Friday, July 01, 2022

Intrusive Fire

Governments and revolutionary groups spend a lot of time convincing citizens that the ideological motivations behind war are deeply personal. And yet, it often seems that to the people whose lives are affected by mass armed conflict, such phenomena are invariably, violently alien. Ingmar Bergman's 1968 film Shame (Skammen) presents the lives of a young married couple suddenly caught in the gears of war. Bergman's normally quiet and desolate Faro is quite plausibly transformed into a war ravaged hellscape. Max von Sydow and Liv Ullmann find the physical and psychological threads of their existence upended and violated by bombs, soldiers, and officers whose motives seem surreal or arbitrary but always terribly human.

Von Sydow and Ullmann play a couple of musicians, Jan and Eva, who have been exiled from the world of concert symphonies for reasons that are never divulged. They dwell in a poor little home on Bergman's desolate island, growing bored and dissatisfied with each other.

Bergman establishes their relationship very effectively in the first scene as they wake up one morning. Beautiful Eva walks around topless and Jan doesn't seem to care and neither does she. He tells her about a dream he had that brought him to tears and she responds only by coldly asking if he plans to shave to-day.

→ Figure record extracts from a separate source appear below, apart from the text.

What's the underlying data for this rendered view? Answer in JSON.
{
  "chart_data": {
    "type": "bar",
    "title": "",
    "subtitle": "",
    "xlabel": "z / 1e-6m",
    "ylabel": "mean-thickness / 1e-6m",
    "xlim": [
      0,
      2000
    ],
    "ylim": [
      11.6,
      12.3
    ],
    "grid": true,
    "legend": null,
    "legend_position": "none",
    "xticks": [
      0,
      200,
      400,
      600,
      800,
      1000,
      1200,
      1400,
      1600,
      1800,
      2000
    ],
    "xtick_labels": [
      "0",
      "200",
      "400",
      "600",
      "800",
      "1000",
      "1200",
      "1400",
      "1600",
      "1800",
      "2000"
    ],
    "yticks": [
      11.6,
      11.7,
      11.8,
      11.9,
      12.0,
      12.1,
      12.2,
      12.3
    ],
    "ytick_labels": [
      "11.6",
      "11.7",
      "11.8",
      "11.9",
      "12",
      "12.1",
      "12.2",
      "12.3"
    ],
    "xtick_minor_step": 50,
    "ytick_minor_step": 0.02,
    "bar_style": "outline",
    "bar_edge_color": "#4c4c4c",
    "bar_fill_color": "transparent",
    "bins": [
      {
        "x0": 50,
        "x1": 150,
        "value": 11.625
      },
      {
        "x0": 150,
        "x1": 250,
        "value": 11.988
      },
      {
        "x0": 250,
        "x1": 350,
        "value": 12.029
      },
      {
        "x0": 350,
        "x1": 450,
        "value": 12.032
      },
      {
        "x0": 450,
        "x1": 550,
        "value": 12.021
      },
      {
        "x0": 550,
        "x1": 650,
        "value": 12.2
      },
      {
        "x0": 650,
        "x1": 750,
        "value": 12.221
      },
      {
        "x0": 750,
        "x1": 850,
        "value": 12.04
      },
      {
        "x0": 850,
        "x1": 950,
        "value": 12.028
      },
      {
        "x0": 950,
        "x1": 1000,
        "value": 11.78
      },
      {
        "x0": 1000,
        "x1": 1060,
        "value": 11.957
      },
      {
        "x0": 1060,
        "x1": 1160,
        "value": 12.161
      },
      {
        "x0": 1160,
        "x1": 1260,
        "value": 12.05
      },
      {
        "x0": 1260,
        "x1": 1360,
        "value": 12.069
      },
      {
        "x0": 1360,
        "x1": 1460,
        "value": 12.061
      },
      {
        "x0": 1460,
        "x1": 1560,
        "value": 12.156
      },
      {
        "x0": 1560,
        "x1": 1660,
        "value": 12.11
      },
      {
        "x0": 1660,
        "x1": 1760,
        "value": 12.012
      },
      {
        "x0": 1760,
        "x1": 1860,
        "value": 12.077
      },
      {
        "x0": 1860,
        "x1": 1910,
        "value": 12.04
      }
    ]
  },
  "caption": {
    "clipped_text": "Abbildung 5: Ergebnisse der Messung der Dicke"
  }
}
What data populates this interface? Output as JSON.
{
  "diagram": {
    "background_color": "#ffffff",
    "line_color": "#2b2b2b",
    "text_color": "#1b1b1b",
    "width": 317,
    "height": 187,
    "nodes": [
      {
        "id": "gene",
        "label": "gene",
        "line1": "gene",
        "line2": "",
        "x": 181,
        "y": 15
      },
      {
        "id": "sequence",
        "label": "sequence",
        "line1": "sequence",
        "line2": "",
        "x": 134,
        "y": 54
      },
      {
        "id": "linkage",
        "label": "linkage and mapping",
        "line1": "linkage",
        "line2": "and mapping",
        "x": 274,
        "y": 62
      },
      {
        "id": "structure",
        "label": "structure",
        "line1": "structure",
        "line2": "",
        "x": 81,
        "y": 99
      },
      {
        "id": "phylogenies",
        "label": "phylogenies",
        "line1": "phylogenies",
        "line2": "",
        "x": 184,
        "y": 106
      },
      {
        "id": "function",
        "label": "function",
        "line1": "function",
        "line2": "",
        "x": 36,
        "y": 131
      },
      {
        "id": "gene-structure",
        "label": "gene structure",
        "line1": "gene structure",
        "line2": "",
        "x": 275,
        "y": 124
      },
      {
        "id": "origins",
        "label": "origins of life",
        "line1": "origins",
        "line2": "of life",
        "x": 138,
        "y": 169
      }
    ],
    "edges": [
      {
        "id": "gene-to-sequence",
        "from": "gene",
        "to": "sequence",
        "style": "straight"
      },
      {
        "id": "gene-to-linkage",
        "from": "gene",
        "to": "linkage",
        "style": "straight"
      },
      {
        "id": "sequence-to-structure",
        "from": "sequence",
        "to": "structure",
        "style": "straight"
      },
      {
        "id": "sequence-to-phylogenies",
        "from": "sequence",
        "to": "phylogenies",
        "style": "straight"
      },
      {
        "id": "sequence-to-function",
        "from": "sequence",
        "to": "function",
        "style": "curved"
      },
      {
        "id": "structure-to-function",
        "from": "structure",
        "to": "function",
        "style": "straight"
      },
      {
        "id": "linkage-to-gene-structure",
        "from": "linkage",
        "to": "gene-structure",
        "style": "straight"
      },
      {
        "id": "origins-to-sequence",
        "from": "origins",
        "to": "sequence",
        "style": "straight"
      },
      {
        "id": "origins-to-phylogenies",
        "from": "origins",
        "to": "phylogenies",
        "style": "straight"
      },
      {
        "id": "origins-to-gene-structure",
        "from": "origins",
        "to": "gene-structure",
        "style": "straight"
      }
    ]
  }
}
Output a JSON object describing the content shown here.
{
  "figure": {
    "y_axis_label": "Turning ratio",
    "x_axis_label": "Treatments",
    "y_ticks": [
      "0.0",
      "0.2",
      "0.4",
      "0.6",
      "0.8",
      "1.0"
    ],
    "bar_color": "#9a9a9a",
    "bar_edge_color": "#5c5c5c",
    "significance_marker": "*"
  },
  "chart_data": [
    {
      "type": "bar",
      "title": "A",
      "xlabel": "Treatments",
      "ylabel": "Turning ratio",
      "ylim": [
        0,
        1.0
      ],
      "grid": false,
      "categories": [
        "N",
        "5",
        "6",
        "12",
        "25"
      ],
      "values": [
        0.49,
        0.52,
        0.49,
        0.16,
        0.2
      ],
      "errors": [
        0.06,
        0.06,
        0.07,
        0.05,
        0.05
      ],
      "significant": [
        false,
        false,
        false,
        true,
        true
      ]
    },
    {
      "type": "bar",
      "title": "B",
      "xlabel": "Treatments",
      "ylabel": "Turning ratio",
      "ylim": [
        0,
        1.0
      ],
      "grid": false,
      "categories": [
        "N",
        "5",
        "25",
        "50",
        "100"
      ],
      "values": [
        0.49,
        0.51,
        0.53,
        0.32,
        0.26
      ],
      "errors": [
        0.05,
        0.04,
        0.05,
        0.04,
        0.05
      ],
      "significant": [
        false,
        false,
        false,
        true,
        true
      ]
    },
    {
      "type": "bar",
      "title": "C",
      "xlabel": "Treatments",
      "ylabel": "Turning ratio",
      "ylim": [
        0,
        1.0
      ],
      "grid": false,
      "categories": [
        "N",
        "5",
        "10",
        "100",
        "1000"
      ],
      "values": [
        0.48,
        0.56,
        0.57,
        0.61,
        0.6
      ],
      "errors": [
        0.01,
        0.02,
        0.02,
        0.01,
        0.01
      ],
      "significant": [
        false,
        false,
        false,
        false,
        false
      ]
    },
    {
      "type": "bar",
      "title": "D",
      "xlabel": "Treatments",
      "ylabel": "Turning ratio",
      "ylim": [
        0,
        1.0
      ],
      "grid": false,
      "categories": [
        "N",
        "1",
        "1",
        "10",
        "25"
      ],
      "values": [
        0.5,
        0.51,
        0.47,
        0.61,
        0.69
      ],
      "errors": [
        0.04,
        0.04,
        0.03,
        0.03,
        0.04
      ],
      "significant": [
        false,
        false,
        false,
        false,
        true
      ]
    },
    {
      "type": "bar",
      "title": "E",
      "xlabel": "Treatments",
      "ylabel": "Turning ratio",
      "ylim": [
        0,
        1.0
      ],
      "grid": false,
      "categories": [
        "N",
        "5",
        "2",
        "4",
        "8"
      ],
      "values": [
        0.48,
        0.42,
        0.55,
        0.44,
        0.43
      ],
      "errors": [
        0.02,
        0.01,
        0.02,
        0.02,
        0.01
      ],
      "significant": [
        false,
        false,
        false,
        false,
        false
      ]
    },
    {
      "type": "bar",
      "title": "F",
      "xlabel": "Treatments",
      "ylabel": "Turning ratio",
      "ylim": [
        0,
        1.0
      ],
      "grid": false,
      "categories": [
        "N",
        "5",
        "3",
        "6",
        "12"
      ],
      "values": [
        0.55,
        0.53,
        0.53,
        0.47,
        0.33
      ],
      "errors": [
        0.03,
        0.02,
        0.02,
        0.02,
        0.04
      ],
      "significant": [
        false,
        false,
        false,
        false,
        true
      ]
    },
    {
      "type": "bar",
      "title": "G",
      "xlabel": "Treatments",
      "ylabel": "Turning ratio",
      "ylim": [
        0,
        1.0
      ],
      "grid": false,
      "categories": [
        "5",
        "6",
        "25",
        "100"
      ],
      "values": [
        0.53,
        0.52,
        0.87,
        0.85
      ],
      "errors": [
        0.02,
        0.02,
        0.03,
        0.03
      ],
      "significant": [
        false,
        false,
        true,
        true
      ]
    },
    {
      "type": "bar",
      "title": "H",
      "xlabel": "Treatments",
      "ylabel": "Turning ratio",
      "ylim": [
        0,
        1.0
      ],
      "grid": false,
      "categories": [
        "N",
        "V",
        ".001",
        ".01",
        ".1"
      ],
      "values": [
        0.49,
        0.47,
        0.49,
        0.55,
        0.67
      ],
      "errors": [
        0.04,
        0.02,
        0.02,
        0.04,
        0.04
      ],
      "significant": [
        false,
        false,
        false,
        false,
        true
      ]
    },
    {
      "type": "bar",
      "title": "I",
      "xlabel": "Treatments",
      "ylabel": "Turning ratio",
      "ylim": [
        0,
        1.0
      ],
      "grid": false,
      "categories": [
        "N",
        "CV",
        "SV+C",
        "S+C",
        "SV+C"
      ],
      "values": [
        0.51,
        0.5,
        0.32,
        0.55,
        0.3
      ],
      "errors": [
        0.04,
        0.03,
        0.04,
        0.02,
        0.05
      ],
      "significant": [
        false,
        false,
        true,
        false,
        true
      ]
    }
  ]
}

A friend in town talks about his panic at the idea of being drafted and says he knows no-one will miss him if he dies. Jan and Eva's reactions confirm this is probably true and that they only feel faintly sorry about it. They awkwardly excuse themselves from the house.

Troops move about the streets and crowd the ferries. Jan and Eva run into Bergman regular Gunnar Bjornstand, in this movie a wealthy man to whom they sell fruit. Their acquaintance proves lucky when he manages to save them from execution later in the film. But it comes with a price as human psychology is wedded uneasily to the responsibilities retained by military officers in a conflict.

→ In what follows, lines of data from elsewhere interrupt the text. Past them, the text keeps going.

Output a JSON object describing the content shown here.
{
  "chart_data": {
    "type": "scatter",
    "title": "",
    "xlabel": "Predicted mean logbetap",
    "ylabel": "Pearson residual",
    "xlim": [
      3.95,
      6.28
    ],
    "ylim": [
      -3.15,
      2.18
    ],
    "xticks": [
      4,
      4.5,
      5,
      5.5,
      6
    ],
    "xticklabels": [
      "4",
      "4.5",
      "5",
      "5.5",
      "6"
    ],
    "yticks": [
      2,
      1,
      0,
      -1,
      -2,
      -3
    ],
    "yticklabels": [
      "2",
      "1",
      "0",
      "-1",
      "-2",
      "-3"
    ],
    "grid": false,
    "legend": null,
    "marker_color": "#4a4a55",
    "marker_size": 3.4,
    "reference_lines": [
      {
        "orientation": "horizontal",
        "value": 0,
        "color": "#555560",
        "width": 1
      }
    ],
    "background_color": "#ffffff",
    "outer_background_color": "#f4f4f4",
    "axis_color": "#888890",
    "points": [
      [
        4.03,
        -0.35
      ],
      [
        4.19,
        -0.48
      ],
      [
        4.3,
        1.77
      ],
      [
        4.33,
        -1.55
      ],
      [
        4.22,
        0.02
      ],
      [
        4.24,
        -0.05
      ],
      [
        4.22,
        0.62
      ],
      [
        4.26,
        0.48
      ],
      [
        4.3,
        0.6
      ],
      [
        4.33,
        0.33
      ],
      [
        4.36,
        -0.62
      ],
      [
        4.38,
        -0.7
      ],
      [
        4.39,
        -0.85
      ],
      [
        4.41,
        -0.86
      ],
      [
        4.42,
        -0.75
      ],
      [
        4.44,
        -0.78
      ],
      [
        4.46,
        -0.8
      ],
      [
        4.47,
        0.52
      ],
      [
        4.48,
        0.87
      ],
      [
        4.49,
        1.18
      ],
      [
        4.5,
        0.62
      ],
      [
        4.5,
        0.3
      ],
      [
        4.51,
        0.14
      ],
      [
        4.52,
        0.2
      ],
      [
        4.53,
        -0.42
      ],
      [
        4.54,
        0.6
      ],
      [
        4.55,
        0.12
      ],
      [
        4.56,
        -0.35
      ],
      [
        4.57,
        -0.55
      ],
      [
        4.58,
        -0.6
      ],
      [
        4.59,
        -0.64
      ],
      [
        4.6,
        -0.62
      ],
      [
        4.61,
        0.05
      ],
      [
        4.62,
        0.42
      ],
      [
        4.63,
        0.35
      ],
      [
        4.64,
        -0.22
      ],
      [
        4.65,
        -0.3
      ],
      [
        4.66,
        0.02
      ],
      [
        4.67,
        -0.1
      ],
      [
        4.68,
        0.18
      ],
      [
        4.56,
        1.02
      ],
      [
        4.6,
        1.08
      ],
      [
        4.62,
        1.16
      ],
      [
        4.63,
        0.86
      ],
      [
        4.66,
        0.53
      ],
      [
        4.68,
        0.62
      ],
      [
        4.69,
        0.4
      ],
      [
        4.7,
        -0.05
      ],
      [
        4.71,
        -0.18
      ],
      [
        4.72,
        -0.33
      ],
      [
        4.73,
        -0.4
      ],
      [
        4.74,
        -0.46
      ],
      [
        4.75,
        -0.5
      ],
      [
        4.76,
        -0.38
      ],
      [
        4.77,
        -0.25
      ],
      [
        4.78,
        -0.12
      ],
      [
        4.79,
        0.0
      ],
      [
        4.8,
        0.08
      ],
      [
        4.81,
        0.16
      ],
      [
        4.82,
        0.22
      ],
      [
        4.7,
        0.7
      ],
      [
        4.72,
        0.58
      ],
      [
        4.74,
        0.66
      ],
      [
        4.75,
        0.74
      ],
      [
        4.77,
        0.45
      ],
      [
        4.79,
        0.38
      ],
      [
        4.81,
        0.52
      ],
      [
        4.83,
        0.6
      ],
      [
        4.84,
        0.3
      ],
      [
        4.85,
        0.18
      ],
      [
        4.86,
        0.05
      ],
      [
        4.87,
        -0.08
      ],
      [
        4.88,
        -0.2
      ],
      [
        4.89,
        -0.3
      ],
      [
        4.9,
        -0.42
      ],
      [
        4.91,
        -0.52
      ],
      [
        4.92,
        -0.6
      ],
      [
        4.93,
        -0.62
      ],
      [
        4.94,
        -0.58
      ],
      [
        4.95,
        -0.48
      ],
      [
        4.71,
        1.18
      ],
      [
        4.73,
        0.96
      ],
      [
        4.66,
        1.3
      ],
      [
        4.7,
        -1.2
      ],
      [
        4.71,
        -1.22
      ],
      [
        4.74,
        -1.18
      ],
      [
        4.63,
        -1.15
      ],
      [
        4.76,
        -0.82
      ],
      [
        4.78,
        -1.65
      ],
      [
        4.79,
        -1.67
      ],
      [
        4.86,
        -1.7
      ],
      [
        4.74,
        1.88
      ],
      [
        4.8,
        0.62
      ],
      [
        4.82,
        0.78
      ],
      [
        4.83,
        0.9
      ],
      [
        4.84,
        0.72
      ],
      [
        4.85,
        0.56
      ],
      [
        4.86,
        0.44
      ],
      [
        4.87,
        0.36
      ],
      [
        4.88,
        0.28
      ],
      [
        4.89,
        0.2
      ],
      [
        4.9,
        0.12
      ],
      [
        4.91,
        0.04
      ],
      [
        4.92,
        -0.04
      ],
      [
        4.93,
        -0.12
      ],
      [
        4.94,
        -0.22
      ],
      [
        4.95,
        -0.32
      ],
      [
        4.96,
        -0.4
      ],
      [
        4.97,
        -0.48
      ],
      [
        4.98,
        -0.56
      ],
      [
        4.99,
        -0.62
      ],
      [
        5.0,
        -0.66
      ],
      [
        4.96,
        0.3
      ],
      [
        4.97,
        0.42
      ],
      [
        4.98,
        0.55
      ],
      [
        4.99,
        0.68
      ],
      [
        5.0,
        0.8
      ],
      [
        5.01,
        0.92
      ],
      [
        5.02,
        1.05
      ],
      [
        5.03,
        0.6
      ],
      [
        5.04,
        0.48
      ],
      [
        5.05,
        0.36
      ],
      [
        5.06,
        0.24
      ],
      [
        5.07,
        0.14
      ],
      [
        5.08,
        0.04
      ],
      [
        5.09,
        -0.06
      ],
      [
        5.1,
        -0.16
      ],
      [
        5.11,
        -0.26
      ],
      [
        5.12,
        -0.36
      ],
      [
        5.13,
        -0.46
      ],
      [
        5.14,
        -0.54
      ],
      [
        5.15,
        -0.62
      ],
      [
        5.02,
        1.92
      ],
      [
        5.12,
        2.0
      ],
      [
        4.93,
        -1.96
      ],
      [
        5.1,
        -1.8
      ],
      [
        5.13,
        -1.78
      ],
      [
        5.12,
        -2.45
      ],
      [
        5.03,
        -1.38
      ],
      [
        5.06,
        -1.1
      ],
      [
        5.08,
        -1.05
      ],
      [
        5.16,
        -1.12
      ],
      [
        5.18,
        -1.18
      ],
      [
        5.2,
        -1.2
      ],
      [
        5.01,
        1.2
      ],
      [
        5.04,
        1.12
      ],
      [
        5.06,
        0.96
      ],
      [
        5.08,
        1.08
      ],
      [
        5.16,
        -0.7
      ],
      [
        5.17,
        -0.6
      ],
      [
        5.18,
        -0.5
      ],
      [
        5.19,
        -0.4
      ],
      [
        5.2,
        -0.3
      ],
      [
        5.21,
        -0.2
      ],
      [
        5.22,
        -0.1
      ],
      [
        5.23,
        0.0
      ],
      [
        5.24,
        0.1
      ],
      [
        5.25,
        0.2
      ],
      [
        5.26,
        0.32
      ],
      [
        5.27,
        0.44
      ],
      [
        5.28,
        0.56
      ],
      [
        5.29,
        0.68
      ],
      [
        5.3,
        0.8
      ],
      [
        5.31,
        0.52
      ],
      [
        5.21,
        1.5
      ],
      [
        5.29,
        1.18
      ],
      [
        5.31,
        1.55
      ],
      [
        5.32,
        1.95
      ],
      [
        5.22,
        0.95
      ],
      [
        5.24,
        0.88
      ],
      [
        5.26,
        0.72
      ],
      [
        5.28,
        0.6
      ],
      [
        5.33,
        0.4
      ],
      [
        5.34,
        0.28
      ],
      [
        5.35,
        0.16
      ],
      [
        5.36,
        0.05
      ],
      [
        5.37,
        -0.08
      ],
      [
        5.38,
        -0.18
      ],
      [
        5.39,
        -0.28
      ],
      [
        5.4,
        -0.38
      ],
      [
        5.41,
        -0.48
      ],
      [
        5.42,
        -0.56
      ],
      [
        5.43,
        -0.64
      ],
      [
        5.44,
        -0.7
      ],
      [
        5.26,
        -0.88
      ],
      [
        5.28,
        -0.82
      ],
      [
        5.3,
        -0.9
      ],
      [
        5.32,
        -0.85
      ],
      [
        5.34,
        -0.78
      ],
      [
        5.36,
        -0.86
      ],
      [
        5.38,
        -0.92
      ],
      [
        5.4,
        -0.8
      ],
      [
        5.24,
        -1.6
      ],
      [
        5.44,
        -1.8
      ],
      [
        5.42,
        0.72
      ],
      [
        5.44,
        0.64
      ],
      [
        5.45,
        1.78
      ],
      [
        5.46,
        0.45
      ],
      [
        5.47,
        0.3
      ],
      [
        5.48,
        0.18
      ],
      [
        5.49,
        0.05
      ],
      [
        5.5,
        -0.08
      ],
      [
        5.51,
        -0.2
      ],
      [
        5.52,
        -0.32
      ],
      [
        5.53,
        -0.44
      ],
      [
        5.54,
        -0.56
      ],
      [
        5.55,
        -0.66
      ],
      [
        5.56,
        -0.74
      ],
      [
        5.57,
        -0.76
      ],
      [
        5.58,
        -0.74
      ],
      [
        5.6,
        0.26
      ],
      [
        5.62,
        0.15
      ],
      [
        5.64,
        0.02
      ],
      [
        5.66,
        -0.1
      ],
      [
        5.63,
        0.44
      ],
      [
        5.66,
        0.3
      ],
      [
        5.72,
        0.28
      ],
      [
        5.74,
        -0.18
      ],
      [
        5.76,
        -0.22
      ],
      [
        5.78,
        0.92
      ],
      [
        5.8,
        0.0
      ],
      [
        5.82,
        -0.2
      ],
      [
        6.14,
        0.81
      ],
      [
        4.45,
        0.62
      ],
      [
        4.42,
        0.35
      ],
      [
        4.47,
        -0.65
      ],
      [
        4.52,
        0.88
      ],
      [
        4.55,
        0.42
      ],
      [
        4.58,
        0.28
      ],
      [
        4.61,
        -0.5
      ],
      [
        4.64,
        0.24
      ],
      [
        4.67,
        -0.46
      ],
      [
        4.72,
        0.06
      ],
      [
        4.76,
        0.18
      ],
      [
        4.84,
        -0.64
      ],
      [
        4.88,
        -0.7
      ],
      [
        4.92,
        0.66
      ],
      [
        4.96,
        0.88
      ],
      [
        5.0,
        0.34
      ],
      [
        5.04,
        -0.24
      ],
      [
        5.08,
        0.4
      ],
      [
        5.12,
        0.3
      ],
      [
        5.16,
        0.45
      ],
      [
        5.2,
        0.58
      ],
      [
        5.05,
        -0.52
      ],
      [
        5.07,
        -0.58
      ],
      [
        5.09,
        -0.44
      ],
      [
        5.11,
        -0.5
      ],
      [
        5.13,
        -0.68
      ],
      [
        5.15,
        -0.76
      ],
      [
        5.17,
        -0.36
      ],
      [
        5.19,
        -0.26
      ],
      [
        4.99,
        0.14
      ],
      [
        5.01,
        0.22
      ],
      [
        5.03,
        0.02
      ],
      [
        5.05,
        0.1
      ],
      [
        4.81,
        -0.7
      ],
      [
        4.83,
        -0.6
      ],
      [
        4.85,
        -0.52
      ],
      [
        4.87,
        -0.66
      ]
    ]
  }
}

Paratroopers from the enemy faction force Eva to make statements on camera which are later used for propaganda. Even when it's obviously faked and coerced, it seems interrogators think she ought to be executed anyway. Everyone in a uniform seems dead certain but it's never really clear what's happening or for what reason. All that's clear is that people who used to have lives and dignity are robbed of both as they're hustled en masse into small rooms or confronted by random murder and destruction.

Shame is available on The Criterion Channel.